Sharks among the winners at wildlife summit

"You have to remember who has these animals. Influential people in the Middle East who are too powerful to be prosecuted. Zoo owners in Asia will continue making thousands of dollars from exhibiting chimps because they know the chances of being caught are so slim."

He calls for tougher curbs on the so-called "gang of eight" countries that are behind much wildlife trafficking. They include the supply states of Kenya, Tanzania and Uganda and consumers in China, Thailand, Malaysia, Vietnam and the Philippines.

'Ticket back to the wild'

Conservationists highlight some gains, such as the growing numbers of mountain gorillas in Rwanda thanks to cash-flows from wildlife tourism, anti-graft efforts and national pride in the charismatic primates.

Things are different across the border in the Democratic Republic of Congo. Rangers are often blocked from their gorillas by clashes between government and rebel forces.
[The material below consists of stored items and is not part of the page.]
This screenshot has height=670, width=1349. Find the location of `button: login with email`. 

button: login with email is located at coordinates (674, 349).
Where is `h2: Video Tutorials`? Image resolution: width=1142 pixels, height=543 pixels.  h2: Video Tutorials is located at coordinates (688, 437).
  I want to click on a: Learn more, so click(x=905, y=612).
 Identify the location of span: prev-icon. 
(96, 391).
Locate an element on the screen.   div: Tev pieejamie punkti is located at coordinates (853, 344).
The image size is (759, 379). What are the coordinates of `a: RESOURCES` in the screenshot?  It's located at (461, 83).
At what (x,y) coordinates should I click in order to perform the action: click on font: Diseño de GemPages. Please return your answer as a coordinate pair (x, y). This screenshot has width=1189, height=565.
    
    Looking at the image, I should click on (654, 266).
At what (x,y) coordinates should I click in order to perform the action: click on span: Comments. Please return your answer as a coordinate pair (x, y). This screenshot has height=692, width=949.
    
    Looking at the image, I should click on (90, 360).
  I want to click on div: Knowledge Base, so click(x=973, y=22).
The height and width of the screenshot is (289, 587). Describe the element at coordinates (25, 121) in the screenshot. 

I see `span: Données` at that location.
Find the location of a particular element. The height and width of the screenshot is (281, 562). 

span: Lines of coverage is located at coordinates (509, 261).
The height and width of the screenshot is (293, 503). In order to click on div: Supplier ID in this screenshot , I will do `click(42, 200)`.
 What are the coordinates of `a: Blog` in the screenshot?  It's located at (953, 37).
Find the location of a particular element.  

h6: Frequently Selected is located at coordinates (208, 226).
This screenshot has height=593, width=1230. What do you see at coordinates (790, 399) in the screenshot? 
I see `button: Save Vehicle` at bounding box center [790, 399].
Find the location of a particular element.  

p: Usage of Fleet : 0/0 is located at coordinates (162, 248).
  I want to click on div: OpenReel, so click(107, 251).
Silverbacks have even been killed in the crossfire.

Peter Jenkins, a primate conservationist in Nigeria and Cameroon, describes pervasive corruption across West Africa combined with a rampant demand for farmland, homes and logging in booming economies with growing populations.

"In the worst-case scenario, we lose the vast tracts of forest that are home to large populations of wild animals and are left with pockets of wildlife in national parks, where they are protected and monitored, but little more than drive-through zoos," he said.

Researchers also warn of a hidden threat from trafficking primates without proper medical checks, pointing to their genetic similarity to man and the inter-species migration of the Ebola virus and HIV/Aids.

"Every time a chimp is captured, we risk cross-species transmissions," said Ammann. "Epidemics like HIV cost us billions and tens of thousands of lives. If that isn't incentive enough for the world community to monitor relations with our closest animal relatives then I don't know what is."

Back at central Kenya's chimpanzee sanctuary, wardens fling bananas through an electrified fence as 42 rescued primates shriek and bounce towards the fruit on all fours, propelled by their powerful forearms.

That is, except for Poco, one the saddest stories from Sweetwaters. He walks erect on two legs, his anatomy conditioned from spending nine years dangling in a cage that was so cramped he could only squat or stand upright.

For Cress, ill treatment of our closest animal relatives shows that mankind has "crossed a very sinister line". His thoughts go with the great apes that languish in zoos where welfare is not a priority.

"It's a living hell," he said. "They're a million miles from home. They've had their family slaughtered right before their eyes. They've been shipped in inhumane circumstances, where many die of thirst, illness or neglect. It takes years before they recover from their ordeal. They have nightmares.

"And only a tiny few wind up in sanctuaries or get a ticket back into the wild."